Want to hear something weird? I could never just sit. Through my busiest years, all I wanted was a moment to just relax. Maybe sip my tea sitting for a change. Take a breather. Why is resting so hard?
Yet whenever I had the chance, I would catch myself doing anything but that — checking my phone, cleaning something, doing anything really. I didn’t even notice until my daughter finally said to me, “Can you just sit still?” That’s when I realized something was off.
Rest can feel unsafe.
That was surprising. It didn’t make sense to me until I understood what burnout does to the brain. Over many thousands of years, our brains have learned to scan for danger. It’s like a computer program working quietly in the background. And we are mostly unaware of it.
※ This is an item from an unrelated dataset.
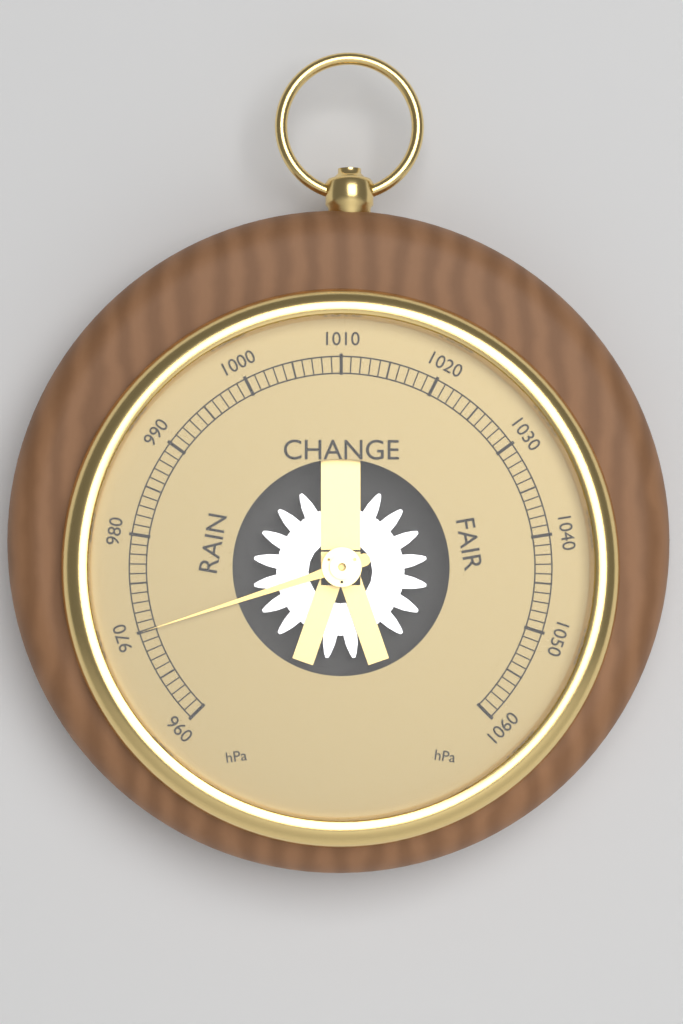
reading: 970 hPa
But chronic stress — long shifts, endless to-do lists, constant pressure to perform — keeps that system switched on. If you spend your days caring for other people — whether an essential worker or simply the person everyone depends on — you already know this pattern well.
When we are chronically stressed, our brain shifts into survival mode. It prioritizes action over emotional processing and our feelings get pushed into the background so we can keep functioning. They don’t disappear. They wait. When we finally slow down, they surface, which is why rest can suddenly feel overwhelming. This is a coping mechanism. We all have it. Emotions get pushed to the back to be dealt with later.
This is why stillness can feel so unsettling — like something is wrong, like you’re suddenly falling apart. You’re not. You’re just safe enough to feel.
Pema Chödrön writes in Start Where You Are, about the sky and how we are that vast sky and our emotions are simply the weather passing through. We can notice them but they do not affect us.